The front group quickly took 35 seconds before the yellow jersey group could get organized. The gap fluctuated between 25 and 45 seconds, but Jamis couldn’t contribute to the chase and with 25km to go, NetApp-Endura led the peloton.

“It was full gas for a while,” said Hushovd.

Up ahead, RadioShack, BMC Racing, and Saxo were driving the breakaway, the overall standings on the riders’ minds. With Matthews in the group, Orica chipped in as well. The pressure was working and with 20km to go, the gap was above 1:00.

“This was really decisive for the GC,” said Farrar. “You could see BMC and Saxo and RadioShack. They all threw down in the crosswinds and blew it to pieces. I flatted while it was going, I had a slow leak. I had to kill myself to hang on and took a bike change once we turned back into the headwind.”

Sagan, Farrar, De Gendt, and Candelario rode smart tactics, letting the GC riders carry the pace-making in the group. They were after the stage win and when the gap was established, they knew it was up to the riders seeking the leader’s jersey to carry the workload.

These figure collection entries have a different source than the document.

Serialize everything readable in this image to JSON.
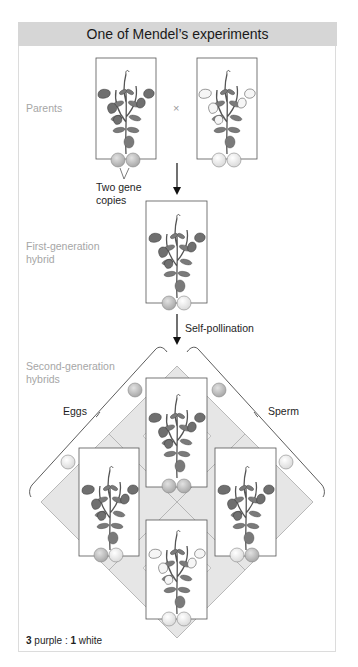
{
  "header": {
    "title": "One of Mendel’s experiments"
  },
  "labels": {
    "parents": "Parents",
    "cross_symbol": "×",
    "gene_copies_line1": "Two gene",
    "gene_copies_line2": "copies",
    "first_gen_line1": "First-generation",
    "first_gen_line2": "hybrid",
    "self_pollination": "Self-pollination",
    "second_gen_line1": "Second-generation",
    "second_gen_line2": "hybrids",
    "eggs": "Eggs",
    "sperm": "Sperm"
  },
  "ratio": {
    "purple_count": "3",
    "purple_label": " purple : ",
    "white_count": "1",
    "white_label": " white"
  },
  "colors": {
    "header_bg": "#d6d6d6",
    "purple_allele": "#b8b8b8",
    "white_allele": "#ebebeb",
    "punnett_fill": "#e6e6e6",
    "flower_purple": "#6f6f6f",
    "flower_white": "#f4f4f4",
    "leaf": "#7a7a7a"
  },
  "plants": [
    {
      "id": "parent-purple",
      "flowers": "purple",
      "alleles": [
        "purple",
        "purple"
      ]
    },
    {
      "id": "parent-white",
      "flowers": "white",
      "alleles": [
        "white",
        "white"
      ]
    },
    {
      "id": "f1-hybrid",
      "flowers": "purple",
      "alleles": [
        "purple",
        "white"
      ]
    },
    {
      "id": "f2-top",
      "flowers": "purple",
      "alleles": [
        "purple",
        "purple"
      ]
    },
    {
      "id": "f2-left",
      "flowers": "purple",
      "alleles": [
        "purple",
        "white"
      ]
    },
    {
      "id": "f2-right",
      "flowers": "purple",
      "alleles": [
        "white",
        "purple"
      ]
    },
    {
      "id": "f2-bottom",
      "flowers": "white",
      "alleles": [
        "white",
        "white"
      ]
    }
  ]
}
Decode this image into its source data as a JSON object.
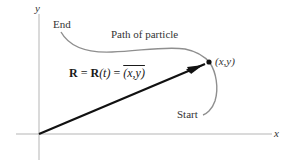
{
  "diagram": {
    "axes": {
      "x_label": "x",
      "y_label": "y"
    },
    "labels": {
      "end": "End",
      "start": "Start",
      "path": "Path of particle",
      "point": "(x,y)"
    },
    "equation": {
      "lhs": "R",
      "eq1": " = ",
      "func_R": "R",
      "func_arg": "(t)",
      "eq2": " = ",
      "rhs": "(x,y)"
    },
    "colors": {
      "axis": "#b0b0b0",
      "curve": "#8c8c8c",
      "vector": "#111111",
      "text": "#333333"
    }
  }
}
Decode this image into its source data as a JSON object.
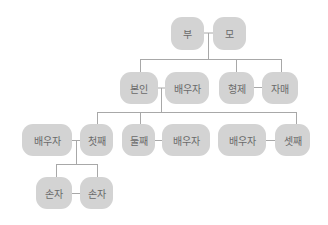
{
  "diagram": {
    "type": "family-tree",
    "node_color": "#d3d3d3",
    "line_color": "#a8a8a8",
    "text_color": "#6a6a6a",
    "nodes": {
      "father": "부",
      "mother": "모",
      "self": "본인",
      "self_spouse": "배우자",
      "brother": "형제",
      "sister": "자매",
      "first_spouse": "배우자",
      "first_child": "첫째",
      "second_child": "둘째",
      "second_spouse": "배우자",
      "third_spouse": "배우자",
      "third_child": "셋째",
      "grandchild_1": "손자",
      "grandchild_2": "손자"
    }
  }
}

“Everyone was chipping in,” said van Garderen. “Some of the sprinters were sitting in to save energy to win the stage … all the GC guys there today, they did a good job of pulling through.”

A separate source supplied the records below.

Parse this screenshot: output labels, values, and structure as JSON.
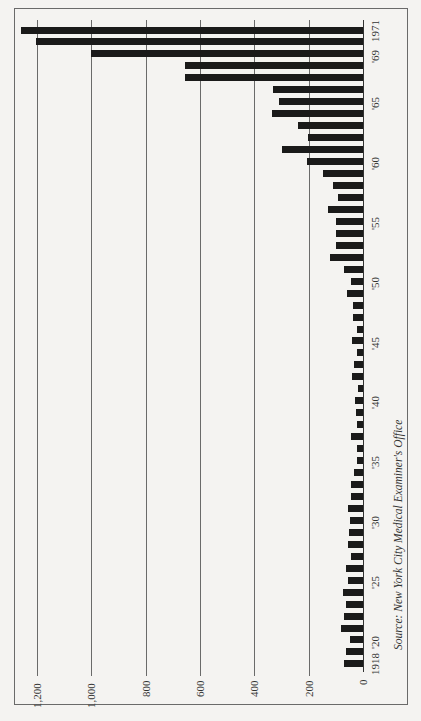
{
  "chart_data": {
    "type": "bar",
    "orientation": "horizontal (rotated page, bars extend left from baseline)",
    "title": "",
    "source": "Source: New York City Medical Examiner's Office",
    "xlabel": "",
    "ylabel": "",
    "value_axis": {
      "range": [
        0,
        1200
      ],
      "ticks": [
        0,
        200,
        400,
        600,
        800,
        1000,
        1200
      ],
      "tick_labels": [
        "0",
        "200",
        "400",
        "600",
        "800",
        "1,000",
        "1,200"
      ],
      "grid": true
    },
    "category_axis": {
      "tick_labels": [
        {
          "year": 1918,
          "label": "1918"
        },
        {
          "year": 1920,
          "label": "'20"
        },
        {
          "year": 1925,
          "label": "'25"
        },
        {
          "year": 1930,
          "label": "'30"
        },
        {
          "year": 1935,
          "label": "'35"
        },
        {
          "year": 1940,
          "label": "'40"
        },
        {
          "year": 1945,
          "label": "'45"
        },
        {
          "year": 1950,
          "label": "'50"
        },
        {
          "year": 1955,
          "label": "'55"
        },
        {
          "year": 1960,
          "label": "'60"
        },
        {
          "year": 1965,
          "label": "'65"
        },
        {
          "year": 1969,
          "label": "'69"
        },
        {
          "year": 1971,
          "label": "1971"
        }
      ]
    },
    "categories": [
      1918,
      1919,
      1920,
      1921,
      1922,
      1923,
      1924,
      1925,
      1926,
      1927,
      1928,
      1929,
      1930,
      1931,
      1932,
      1933,
      1934,
      1935,
      1936,
      1937,
      1938,
      1939,
      1940,
      1941,
      1942,
      1943,
      1944,
      1945,
      1946,
      1947,
      1948,
      1949,
      1950,
      1951,
      1952,
      1953,
      1954,
      1955,
      1956,
      1957,
      1958,
      1959,
      1960,
      1961,
      1962,
      1963,
      1964,
      1965,
      1966,
      1967,
      1968,
      1969,
      1970,
      1971
    ],
    "values": [
      70,
      63,
      48,
      81,
      70,
      63,
      74,
      55,
      63,
      44,
      55,
      52,
      48,
      55,
      44,
      44,
      33,
      22,
      22,
      44,
      22,
      26,
      30,
      18,
      40,
      33,
      22,
      40,
      22,
      37,
      37,
      59,
      44,
      70,
      121,
      99,
      99,
      99,
      129,
      92,
      110,
      147,
      206,
      298,
      202,
      239,
      335,
      309,
      331,
      655,
      655,
      1000,
      1205,
      1260
    ]
  },
  "colors": {
    "bar": "#1a1a1a",
    "grid": "#6a6a6a",
    "background": "#f4f3f1"
  }
}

Acevedo stayed buried in the peloton with 10km to go. The gap was at 50 seconds and the leaders began the downhill approach to the finish town.

UnitedHealthcare, Omega Pharma, and Bontrager led the chase.

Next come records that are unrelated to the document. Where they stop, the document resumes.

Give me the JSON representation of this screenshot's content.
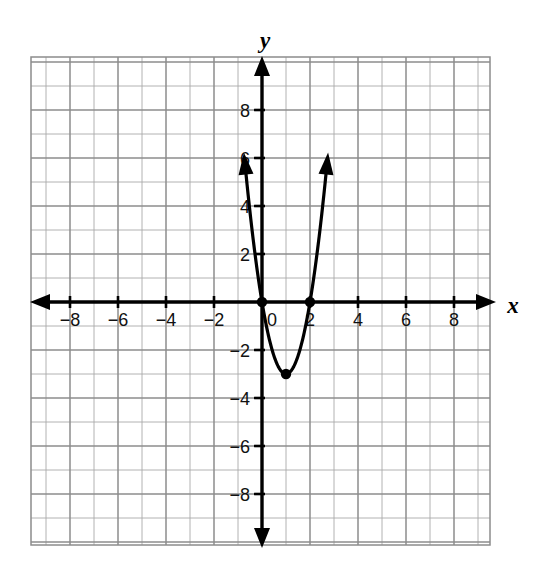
{
  "figure": {
    "kind": "coordinate-plane-graph",
    "background_color": "#ffffff",
    "grid_color": "#9a9a9a",
    "grid_color_major": "#8a8a8a",
    "axis_color": "#000000",
    "curve_color": "#000000",
    "x_axis_label": "x",
    "y_axis_label": "y"
  },
  "chart_data": {
    "type": "line",
    "title": "",
    "subtitle": "",
    "xlabel": "x",
    "ylabel": "y",
    "grid": true,
    "legend": "none",
    "xlim": [
      -9.6,
      9.5
    ],
    "ylim": [
      -10.1,
      10.2
    ],
    "x_ticks": [
      -8,
      -6,
      -4,
      -2,
      0,
      2,
      4,
      6,
      8
    ],
    "x_tick_labels": [
      "-8",
      "-6",
      "-4",
      "-2",
      "0",
      "2",
      "4",
      "6",
      "8"
    ],
    "y_ticks": [
      -8,
      -6,
      -4,
      -2,
      2,
      4,
      6,
      8
    ],
    "y_tick_labels": [
      "-8",
      "-6",
      "-4",
      "-2",
      "2",
      "4",
      "6",
      "8"
    ],
    "grid_step": 1,
    "major_grid_step": 2,
    "series": [
      {
        "name": "parabola",
        "equation": "y = 3x^2 - 6x",
        "a": 3,
        "b": -6,
        "c": 0,
        "vertex": [
          1,
          -3
        ],
        "roots": [
          0,
          2
        ],
        "x_domain": [
          -0.73,
          2.73
        ],
        "points": [
          [
            -0.73,
            9.98
          ],
          [
            -0.6,
            10.68
          ],
          [
            -0.4,
            8.88
          ],
          [
            -0.2,
            7.32
          ],
          [
            0,
            0
          ],
          [
            0.2,
            -1.08
          ],
          [
            0.4,
            -1.92
          ],
          [
            0.6,
            -2.52
          ],
          [
            0.8,
            -2.88
          ],
          [
            1,
            -3
          ],
          [
            1.2,
            -2.88
          ],
          [
            1.4,
            -2.52
          ],
          [
            1.6,
            -1.92
          ],
          [
            1.8,
            -1.08
          ],
          [
            2,
            0
          ],
          [
            2.2,
            1.32
          ],
          [
            2.4,
            2.88
          ],
          [
            2.6,
            4.68
          ],
          [
            2.73,
            9.98
          ]
        ],
        "arrow_ends": [
          "top-left",
          "top-right"
        ],
        "marked_points": [
          {
            "label": "",
            "x": 0,
            "y": 0
          },
          {
            "label": "",
            "x": 2,
            "y": 0
          },
          {
            "label": "",
            "x": 1,
            "y": -3
          }
        ]
      }
    ]
  },
  "axis_arrows": {
    "x_left": true,
    "x_right": true,
    "y_up": true,
    "y_down": true
  }
}
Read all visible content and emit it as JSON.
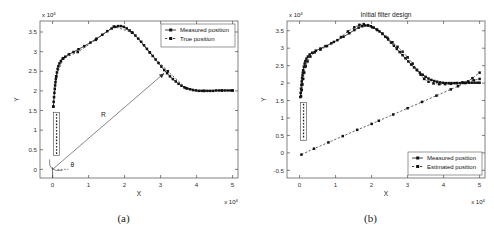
{
  "figure": {
    "panels": [
      {
        "caption": "(a)",
        "title": "",
        "xlabel": "X",
        "ylabel": "Y",
        "x_exponent": "x 10",
        "y_exponent": "x 10",
        "exp_sup": "4",
        "xticks": [
          "0",
          "1",
          "2",
          "3",
          "4",
          "5"
        ],
        "yticks": [
          "0",
          "0.5",
          "1",
          "1.5",
          "2",
          "2.5",
          "3",
          "3.5"
        ],
        "legend": [
          {
            "label": "Measured position",
            "style": "solid-marker"
          },
          {
            "label": "True position",
            "style": "dashed-marker"
          }
        ],
        "annotations": [
          {
            "name": "range-label",
            "text": "R"
          },
          {
            "name": "angle-label",
            "text": "θ"
          }
        ]
      },
      {
        "caption": "(b)",
        "title": "Initial filter design",
        "xlabel": "X",
        "ylabel": "Y",
        "x_exponent": "x 10",
        "y_exponent": "x 10",
        "exp_sup": "4",
        "xticks": [
          "0",
          "1",
          "2",
          "3",
          "4",
          "5"
        ],
        "yticks": [
          "-0.5",
          "0",
          "0.5",
          "1",
          "1.5",
          "2",
          "2.5",
          "3",
          "3.5"
        ],
        "legend": [
          {
            "label": "Measured position",
            "style": "solid-marker"
          },
          {
            "label": "Estimated position",
            "style": "dashed-marker"
          }
        ],
        "annotations": []
      }
    ]
  },
  "chart_data": [
    {
      "type": "scatter",
      "panel": "(a)",
      "title": "",
      "xlabel": "X",
      "ylabel": "Y",
      "x_scale": 10000,
      "y_scale": 10000,
      "xlim": [
        -0.35,
        5.15
      ],
      "ylim": [
        -0.22,
        3.78
      ],
      "grid": false,
      "legend_position": "top-right",
      "series": [
        {
          "name": "Measured position",
          "style": "solid-marker",
          "x": [
            0.02,
            0.03,
            0.04,
            0.05,
            0.06,
            0.07,
            0.08,
            0.09,
            0.1,
            0.12,
            0.14,
            0.16,
            0.19,
            0.23,
            0.28,
            0.35,
            0.45,
            0.58,
            0.72,
            0.88,
            1.05,
            1.22,
            1.38,
            1.52,
            1.64,
            1.74,
            1.82,
            1.9,
            1.98,
            2.06,
            2.14,
            2.22,
            2.3,
            2.38,
            2.46,
            2.54,
            2.62,
            2.7,
            2.78,
            2.86,
            2.94,
            3.02,
            3.1,
            3.18,
            3.26,
            3.34,
            3.42,
            3.5,
            3.58,
            3.66,
            3.74,
            3.82,
            3.9,
            3.98,
            4.06,
            4.14,
            4.22,
            4.3,
            4.38,
            4.46,
            4.54,
            4.62,
            4.7,
            4.78,
            4.86,
            4.94,
            5.0
          ],
          "y": [
            1.6,
            1.72,
            1.84,
            1.95,
            2.05,
            2.14,
            2.22,
            2.3,
            2.37,
            2.47,
            2.56,
            2.63,
            2.7,
            2.76,
            2.82,
            2.87,
            2.93,
            2.99,
            3.06,
            3.14,
            3.23,
            3.33,
            3.43,
            3.52,
            3.59,
            3.63,
            3.65,
            3.65,
            3.63,
            3.59,
            3.54,
            3.48,
            3.41,
            3.33,
            3.25,
            3.16,
            3.07,
            2.98,
            2.89,
            2.8,
            2.71,
            2.62,
            2.53,
            2.45,
            2.37,
            2.3,
            2.24,
            2.18,
            2.13,
            2.09,
            2.06,
            2.04,
            2.02,
            2.01,
            2.0,
            2.0,
            2.0,
            2.0,
            2.0,
            2.0,
            2.01,
            2.01,
            2.01,
            2.01,
            2.01,
            2.01,
            2.01
          ]
        },
        {
          "name": "True position",
          "style": "dashed-marker",
          "x": [
            0.02,
            0.1,
            0.3,
            0.7,
            1.2,
            1.7,
            2.2,
            2.7,
            3.2,
            3.7,
            4.2,
            4.7,
            5.0
          ],
          "y": [
            1.6,
            2.37,
            2.83,
            2.99,
            3.3,
            3.64,
            3.49,
            2.98,
            2.5,
            2.07,
            2.0,
            2.01,
            2.01
          ]
        }
      ],
      "annotations": [
        {
          "name": "range-arrow",
          "label": "R",
          "from": [
            0.0,
            0.0
          ],
          "to": [
            3.1,
            2.45
          ]
        },
        {
          "name": "angle-label",
          "label": "θ",
          "at": [
            0.55,
            0.05
          ]
        },
        {
          "name": "sensor-box",
          "x_range": [
            0.03,
            0.19
          ],
          "y_range": [
            0.35,
            1.45
          ]
        }
      ]
    },
    {
      "type": "scatter",
      "panel": "(b)",
      "title": "Initial filter design",
      "xlabel": "X",
      "ylabel": "Y",
      "x_scale": 10000,
      "y_scale": 10000,
      "xlim": [
        -0.35,
        5.15
      ],
      "ylim": [
        -0.72,
        3.78
      ],
      "grid": false,
      "legend_position": "bottom-right",
      "series": [
        {
          "name": "Measured position",
          "style": "solid-marker",
          "x": [
            0.02,
            0.03,
            0.04,
            0.05,
            0.06,
            0.07,
            0.08,
            0.09,
            0.1,
            0.12,
            0.14,
            0.16,
            0.19,
            0.23,
            0.28,
            0.35,
            0.45,
            0.58,
            0.72,
            0.88,
            1.05,
            1.22,
            1.38,
            1.52,
            1.64,
            1.74,
            1.82,
            1.9,
            1.98,
            2.06,
            2.14,
            2.22,
            2.3,
            2.38,
            2.46,
            2.54,
            2.62,
            2.7,
            2.78,
            2.86,
            2.94,
            3.02,
            3.1,
            3.18,
            3.26,
            3.34,
            3.42,
            3.5,
            3.58,
            3.66,
            3.74,
            3.82,
            3.9,
            3.98,
            4.06,
            4.14,
            4.22,
            4.3,
            4.38,
            4.46,
            4.54,
            4.62,
            4.7,
            4.78,
            4.86,
            4.94,
            5.0
          ],
          "y": [
            1.6,
            1.72,
            1.84,
            1.95,
            2.05,
            2.14,
            2.22,
            2.3,
            2.37,
            2.47,
            2.56,
            2.63,
            2.7,
            2.76,
            2.82,
            2.87,
            2.93,
            2.99,
            3.06,
            3.14,
            3.23,
            3.33,
            3.43,
            3.52,
            3.59,
            3.63,
            3.65,
            3.65,
            3.63,
            3.59,
            3.54,
            3.48,
            3.41,
            3.33,
            3.25,
            3.16,
            3.07,
            2.98,
            2.89,
            2.8,
            2.71,
            2.62,
            2.53,
            2.45,
            2.37,
            2.3,
            2.24,
            2.18,
            2.13,
            2.09,
            2.06,
            2.04,
            2.02,
            2.01,
            2.0,
            2.0,
            2.0,
            2.0,
            2.0,
            2.0,
            2.01,
            2.01,
            2.01,
            2.01,
            2.01,
            2.01,
            2.01
          ]
        },
        {
          "name": "Estimated position (track)",
          "style": "dashed-marker",
          "x": [
            0.04,
            0.06,
            0.08,
            0.1,
            0.13,
            0.17,
            0.22,
            0.3,
            0.42,
            0.58,
            0.76,
            0.95,
            1.15,
            1.34,
            1.52,
            1.66,
            1.78,
            1.9,
            2.02,
            2.16,
            2.3,
            2.44,
            2.58,
            2.72,
            2.86,
            3.0,
            3.14,
            3.26,
            3.36,
            3.46,
            3.58,
            3.72,
            3.88,
            4.04,
            4.2,
            4.36,
            4.52,
            4.68,
            4.84,
            5.0
          ],
          "y": [
            1.62,
            1.8,
            1.96,
            2.12,
            2.3,
            2.48,
            2.62,
            2.76,
            2.88,
            2.96,
            3.06,
            3.18,
            3.32,
            3.48,
            3.6,
            3.67,
            3.69,
            3.66,
            3.6,
            3.52,
            3.42,
            3.3,
            3.17,
            3.04,
            2.9,
            2.74,
            2.56,
            2.38,
            2.24,
            2.12,
            2.04,
            1.99,
            1.97,
            1.97,
            1.98,
            2.0,
            2.02,
            2.05,
            2.08,
            2.12
          ]
        },
        {
          "name": "Estimated position (initial ramp)",
          "style": "dashed-marker",
          "x": [
            0.05,
            0.4,
            0.8,
            1.2,
            1.6,
            2.0,
            2.2,
            2.6,
            3.0,
            3.4,
            3.8,
            4.2,
            4.4,
            4.6,
            4.8,
            5.0
          ],
          "y": [
            -0.05,
            0.12,
            0.3,
            0.48,
            0.66,
            0.83,
            0.92,
            1.1,
            1.28,
            1.46,
            1.64,
            1.82,
            1.91,
            2.0,
            2.14,
            2.3
          ]
        }
      ],
      "annotations": [
        {
          "name": "sensor-box",
          "x_range": [
            0.03,
            0.19
          ],
          "y_range": [
            0.35,
            1.45
          ]
        }
      ]
    }
  ]
}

Voigt launches prototypical attack
Voigt attacked the group on a short rise 5km from the finish. The German veteran rolled over the top with more than 10 seconds and his former companions didn’t appear to have much urgency to follow, but the acceleration dropped Docker.

“I thought, ‘I’m a little bit stronger than the other guys in the break, but of course, less fast,’” said Voigt. “I said, ‘now or never, now or never. Everybody’s hurting now.’ And it worked. It worked once again.”

Sagan looked the chase, but no one had the impetus to pull the group — including the previous day’s winner, in Farrar, and the race’s all-time winningest rider, in Sagan — toward the line.

“I look around, and they don’t chase. I look for someone to work, but no one wanted to work,” said Sagan. “I lost the opportunity to go.”

De Gendt jumped with 3km to go and Jorgensen followed, but van Garderen’s teammates continued to work for the GC gap and not the stage win.

Voigt led the two chasers by 10 seconds with 2km to go and the pursuers began looking back. Sagan sat second wheel in the van Garderen group, leaving the work to Orica and Saxo.

They wouldn’t see Voigt again until the final rise to the finish. The German rolled through the final corners in Avila Beach and, after a look back, finally celebrated at the top of the block-long ramp to the line.

Van Garderen and co. caught De Gendt and Jorgensen and Hushovd launched the sprint from behind on the left side of the road, but Farrar held off the Norwegian for runner-up honors.